Showing posts with label 1816. Show all posts
Showing posts with label 1816. Show all posts

Sunday, May 29, 2011

1816: The Year Without A Summer, Part II


An unusual confluence of geological and astronomical factors precipitated The Year Without A Summer. The inciting event was the earth-shaking eruption of Mount Tambora in Indonesia from April 5-15, 1815. This explosion was immense, the largest volcanic eruption in the world since the Hatepe eruption in c.180 AD in New Zealand. People in Sumatra, 1200 miles away, heard the blast, and heavy volcanic ash falls were observed as far away as Borneo, Sulawesi, Java and Maluku islands.
The enormous amount of dust the volcano spewed into the atmosphere blocked the sun’s rays and lowered global temperature. But Tambora's eruption alone may not have caused 1816's disastrous weather. Other volcanic eruptions in the immediately preceding years (1812--La Soufrière on Saint Vincent in the Caribbean, and Awu on Sangihe Islands, Indonesia: 1813--Suwanosejima on Ryukyu Islands, Japan: 1814--Mayon in the Philippines) had set the stage by already darkening the skies and depressing temperatures around the world. In addition, all these eruptions took place during a Dalton Minimum, a period of unusually low solar activity.

Although most of the effects of The Year Without A Summer were disastrous (see my previous post), some were positive.


The large amounts of dust in the air produced spectacular sunsets worldwide, and most likely inspired J.M.W. Turner's paintings (Chichester Canal pictured).
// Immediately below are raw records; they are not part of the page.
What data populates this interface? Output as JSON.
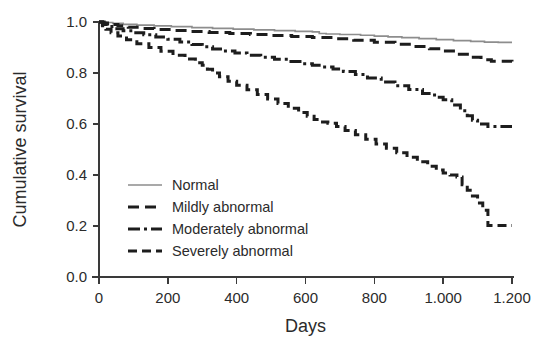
{
  "chart_data": {
    "type": "line",
    "title": "",
    "subtitle": "",
    "xlabel": "Days",
    "ylabel": "Cumulative survival",
    "xlim": [
      0,
      1200
    ],
    "ylim": [
      0.0,
      1.0
    ],
    "grid": false,
    "legend_position": "inside-lower-left",
    "x_ticks": [
      0,
      200,
      400,
      600,
      800,
      1000,
      1200
    ],
    "x_tick_labels": [
      "0",
      "200",
      "400",
      "600",
      "800",
      "1.000",
      "1.200"
    ],
    "y_ticks": [
      0.0,
      0.2,
      0.4,
      0.6,
      0.8,
      1.0
    ],
    "y_tick_labels": [
      "0.0",
      "0.2",
      "0.4",
      "0.6",
      "0.8",
      "1.0"
    ],
    "step_function": true,
    "series": [
      {
        "name": "Normal",
        "color": "#8d8d8d",
        "line_style": "solid",
        "dasharray": "",
        "width": 1.7,
        "x": [
          0,
          20,
          40,
          70,
          110,
          160,
          210,
          270,
          330,
          390,
          450,
          510,
          570,
          620,
          640,
          660,
          700,
          760,
          800,
          840,
          880,
          930,
          980,
          1030,
          1080,
          1120,
          1160,
          1200
        ],
        "y": [
          1.0,
          0.998,
          0.995,
          0.991,
          0.988,
          0.985,
          0.982,
          0.978,
          0.975,
          0.972,
          0.969,
          0.966,
          0.963,
          0.961,
          0.955,
          0.953,
          0.951,
          0.948,
          0.945,
          0.942,
          0.939,
          0.935,
          0.931,
          0.927,
          0.924,
          0.921,
          0.92,
          0.92
        ]
      },
      {
        "name": "Mildly abnormal",
        "color": "#1d1d1d",
        "line_style": "long-dash",
        "dasharray": "11 6",
        "width": 3.0,
        "x": [
          0,
          15,
          30,
          55,
          85,
          120,
          160,
          210,
          260,
          320,
          380,
          440,
          500,
          560,
          620,
          680,
          740,
          800,
          860,
          910,
          960,
          1000,
          1040,
          1080,
          1110,
          1140,
          1200
        ],
        "y": [
          1.0,
          0.996,
          0.99,
          0.985,
          0.979,
          0.975,
          0.971,
          0.967,
          0.963,
          0.959,
          0.955,
          0.951,
          0.947,
          0.943,
          0.939,
          0.934,
          0.928,
          0.921,
          0.913,
          0.904,
          0.895,
          0.886,
          0.874,
          0.862,
          0.852,
          0.846,
          0.845
        ]
      },
      {
        "name": "Moderately abnormal",
        "color": "#1d1d1d",
        "line_style": "dash-dot",
        "dasharray": "12 4 3 4",
        "width": 3.0,
        "x": [
          0,
          10,
          25,
          45,
          70,
          100,
          130,
          165,
          200,
          235,
          270,
          300,
          330,
          360,
          395,
          430,
          470,
          510,
          550,
          590,
          620,
          650,
          680,
          710,
          745,
          780,
          820,
          860,
          900,
          940,
          975,
          1000,
          1025,
          1050,
          1070,
          1085,
          1100,
          1130,
          1200
        ],
        "y": [
          1.0,
          0.99,
          0.982,
          0.974,
          0.966,
          0.958,
          0.95,
          0.941,
          0.932,
          0.922,
          0.912,
          0.903,
          0.894,
          0.886,
          0.878,
          0.87,
          0.862,
          0.854,
          0.845,
          0.836,
          0.83,
          0.824,
          0.816,
          0.806,
          0.794,
          0.78,
          0.765,
          0.75,
          0.735,
          0.72,
          0.705,
          0.695,
          0.675,
          0.652,
          0.632,
          0.615,
          0.6,
          0.59,
          0.59
        ]
      },
      {
        "name": "Severely abnormal",
        "color": "#1d1d1d",
        "line_style": "dashed",
        "dasharray": "9 5",
        "width": 3.0,
        "x": [
          0,
          10,
          20,
          35,
          55,
          80,
          110,
          145,
          180,
          215,
          250,
          280,
          300,
          315,
          330,
          350,
          375,
          400,
          430,
          460,
          490,
          520,
          550,
          580,
          605,
          625,
          645,
          665,
          690,
          715,
          745,
          775,
          805,
          835,
          865,
          895,
          925,
          955,
          980,
          1000,
          1020,
          1040,
          1055,
          1070,
          1085,
          1100,
          1115,
          1130,
          1200
        ],
        "y": [
          1.0,
          0.985,
          0.972,
          0.958,
          0.945,
          0.93,
          0.915,
          0.9,
          0.885,
          0.87,
          0.855,
          0.84,
          0.83,
          0.815,
          0.8,
          0.785,
          0.768,
          0.752,
          0.734,
          0.716,
          0.698,
          0.68,
          0.662,
          0.645,
          0.63,
          0.618,
          0.608,
          0.603,
          0.59,
          0.575,
          0.558,
          0.54,
          0.522,
          0.505,
          0.487,
          0.47,
          0.452,
          0.434,
          0.42,
          0.408,
          0.4,
          0.392,
          0.362,
          0.34,
          0.318,
          0.29,
          0.262,
          0.202,
          0.202
        ]
      }
    ]
  },
  "legend": {
    "items": [
      {
        "label": "Normal"
      },
      {
        "label": "Mildly abnormal"
      },
      {
        "label": "Moderately abnormal"
      },
      {
        "label": "Severely abnormal"
      }
    ]
  },
  "colors": {
    "normal_line": "#8d8d8d",
    "abnormal_line": "#1d1d1d",
    "axis": "#3a3a3a",
    "text": "#2b2b2b",
    "background": "#ffffff"
  }
}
The weather also inspired Lord Byron’s 1816 poem, Darkness:

The bright sun was extinguish'd, and the stars
Did wander darkling in the eternal space,
Rayless and pathless, and the icy earth
Swung blind and blackening in the moonless air

In Switzerland, the atrocious weather forced Mary Shelley and John William Polidori, on holiday with their friends, to stay indoors. Mary Shelley used the time to write Frankenstein, or The Modern Prometheus, and John William Polidori penned The Vampyre, two novels which influence us to this day.

And Pumpkinnapper, my Regency Halloween comedy, is set in the English countryside in the autumn of 1816. The Year Without a Summer's bad harvest leads the pumpkin thief to the heroine's pumpkin patch.

Thank you all,
Linda

Sunday, May 22, 2011

1816: The Year Without A Summer, Part I


1816 was supposed to be a good year in Regency England. After almost twenty years of warfare, 1815 had seen Napoleon's final defeat and his exile to St. Helena in the southern Atlantic.
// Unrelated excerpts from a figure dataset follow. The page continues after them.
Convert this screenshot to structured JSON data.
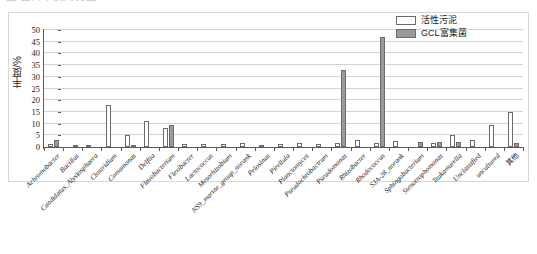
{
  "caption": {
    "cropped_text": "图 菌群丰度对比图"
  },
  "legend": {
    "position": "top-right",
    "items": [
      {
        "label": "活性污泥",
        "color": "#ffffff",
        "swatch": "white-swatch"
      },
      {
        "label": "GCL富集菌",
        "color": "#9a9a9a",
        "swatch": "gray-swatch"
      }
    ]
  },
  "axes": {
    "y_title": "丰度/%",
    "y_ticks": [
      "0",
      "5",
      "10",
      "15",
      "20",
      "25",
      "30",
      "35",
      "40",
      "45",
      "50"
    ]
  },
  "chart_data": {
    "type": "bar",
    "title": "",
    "xlabel": "",
    "ylabel": "丰度/%",
    "ylim": [
      0,
      50
    ],
    "ytick_step": 5,
    "grid": true,
    "legend_position": "top-right",
    "categories": [
      "Achromobacter",
      "Bacillus",
      "Candidatus_Alysiosphaera",
      "Clostridium",
      "Comamonas",
      "Delftia",
      "Flavobacterium",
      "Flexibacter",
      "Lactococcus",
      "Mesorhizobium",
      "NS9_marine_group_norank",
      "Pelosinus",
      "Pirellula",
      "Planctomyces",
      "Pseudochrobactrum",
      "Pseudomonas",
      "Rhizobacter",
      "Rhodococcus",
      "SJA-28_norank",
      "Sphingobacterium",
      "Stenotrophomonas",
      "Tsukamurella",
      "Unclassified",
      "uncultured",
      "其他"
    ],
    "series": [
      {
        "name": "活性污泥",
        "color": "#ffffff",
        "values": [
          1.2,
          0,
          1.0,
          18.0,
          5.0,
          11.0,
          8.0,
          1.5,
          1.2,
          1.5,
          1.6,
          1.0,
          1.5,
          1.6,
          1.5,
          1.6,
          2.8,
          1.8,
          2.6,
          0,
          1.8,
          5.0,
          3.2,
          9.2,
          15.0
        ]
      },
      {
        "name": "GCL富集菌",
        "color": "#9a9a9a",
        "values": [
          3.2,
          0.9,
          0,
          0,
          0.8,
          0,
          9.5,
          0,
          0,
          0,
          0,
          0,
          0,
          0,
          0,
          33.0,
          0,
          47.0,
          0,
          2.0,
          2.2,
          2.0,
          0,
          0,
          1.8
        ]
      }
    ]
  }
}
But even as a welcome peace settled over the land, a large number of cloudy days, temperatures much colder than average and excessive rain conspired against the return of prosperity.

Early 1816 in England ranks with 1814 as one of the two coldest winters since records were first kept in 1659. In the London area, snow fell on Easter (April 14), and again on May 12. A summer peppered with notably cold periods and unusually high amounts of rain succeeded the frigid winter. On July 30, snow drifts were still on Helvellyn, the highest peak in the Helvellyn range in the Lake District, and in early September, ice formed on water in London.

The depressed temperatures prevented normal crop growth and the copious rain caused what did sprout to rot in the fields. Poor harvests had been the rule for the previous few years, and 1816's crop failure led to food shortages. This dismal year was then succeeded by the bitter winter of 1817.

Since the weather prevented the crops from growing, farm laborers were left without work. At the same time, returning soldiers swamped the country, swelling the masses of the unemployed. The Corn Laws, enacted the previous year, had set the price of grain at a high level. The intent was to protect British farmers from an onslaught of cheap foreign grain. But after successive years of abysmal harvests, British grain prices soared to heights the poor couldn't afford. Food riots broke out and food warehouses were looted. In one riot in Dundee, rioters ransacked over 100 shops and a grain store.

Disease usually accompanies famine, and 1816 was no exception. The food shortages led to the typhus epidemic of 1816-1819, responsible for the deaths of an estimated 100,000 Irish.